Keep up the good work!

Cheers, B.

by Bart Verwilst (not verified)

damn i use the word "kubuntu" a lot :p

by Jonathan Riddell (not verified)

The breezy-changes mailing list has all the new package uploads. The kubuntu-bugs mailing list has all the beastie reports. Most of the development happens on IRC because of the reduced lag compared to mailing lists.

by Bart Verwilst (not verified)

Oh cool :d I knew it had to be somewhere ;) BTW, do you have any idea how's the status with the bootsplash thingy? Will that make it in breezy in time? I know it's not kubuntu specific, but still :d The debian init script system isn't the prettiest thing to look at while booting ;)

Thanks!

by Jonathan Riddell (not verified)

usplash has recently been written by mjg59, you can find details on how to test it on the ubuntu-devel mailing list (not sure the date, it was written during debconf). If it's reliable it should get into breezy.

by Miq (not verified)

I second that. It has also been my major complain. Those initial problems with kde-datalibs update, KUser crashes, Admin mode not working in KControl, Kopete MSN not working... have been pretty bad (even if it wasn't always Kubuntu's fault). It would have helpfull or at least reassuring if a web page listing all those quirks had been put up.
That it nonetheless has remained my distro of choice says a lot (good :)

Just a list with current important bugs or problems and a "next release goals list" (just a general idea) would be welcome. The information at udu.wiki.ubuntu.com is too much and too unclear.

Kubuntu as the KDE's developers personal distribution would be great

Keep up the good work!

by Miq (not verified)

Thanks, that's a fine page.
But don't you think it should be more visible from http://www.kubuntu.org.uk/ ? It's a bit difficult to find there (click at "Kubuntu 5.04 Announcement" then scroll down to "Feedback and Helping"). If kubuntu.org is to be some sort of portal for the distro it should have this important information very visible. Plus some kind of Feature plan for next release.

Is there information about ept? (the substitute for Kynaptic and Kapture). That would be most interesting. I think the only reason I have the GTK libraries installed is Synaptic. I might be able to help in the project.

by guillaumeh (not verified)

The "admin not working in kcontrol" problem is solved with kde 3.4.2

by Futal (not verified)

Unfortunately not! At least, it is still in Kubuntu Breezy (KDE 3.4.3). Not everybody experiences this bug but it is a real blocker for any newbie, especially since the new systemsettings kdesu window doesn't show anymore the name of the kcmshell command.

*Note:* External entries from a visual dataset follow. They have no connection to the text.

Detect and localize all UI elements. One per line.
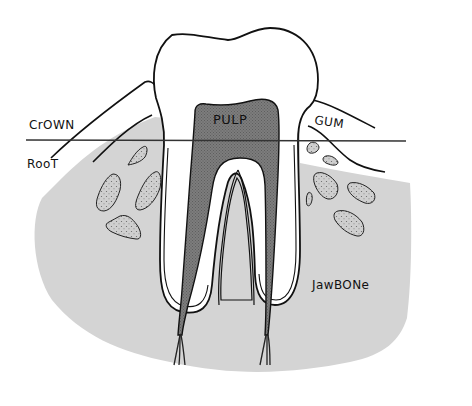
jawbone-label: JawBONe <box>311 278 369 292</box>
pulp-label: PULP <box>213 112 247 127</box>
tooth-anatomy-diagram: PULP CrOWN RooT GUM JawBONe <box>0 0 472 406</box>
crown-label: CrOWN <box>29 118 75 132</box>
right-bone-ridge <box>308 126 385 172</box>
crown-root-divider <box>26 140 406 141</box>
root-label: RooT <box>27 157 59 171</box>
gum-label: GUM <box>314 113 345 131</box>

http://bugzilla.ubuntu.com/show_bug.cgi?id=8681

by Leo (not verified)

Does anyone know if KDE 3.4.2 will be available for amd64? Currently the packages.gz for amd64 doesn't exist on any of the mirrors. Seems to be i386 only.

by Jonathan Riddell (not verified)

I don't have any plans to make them, mainly because I don't have access to an amd64.

by Tim Sutton (not verified)

That system settings looks sweet! (Obviously mac inspired!) Where can I get more ingo on it? Is it apt-gettable yet?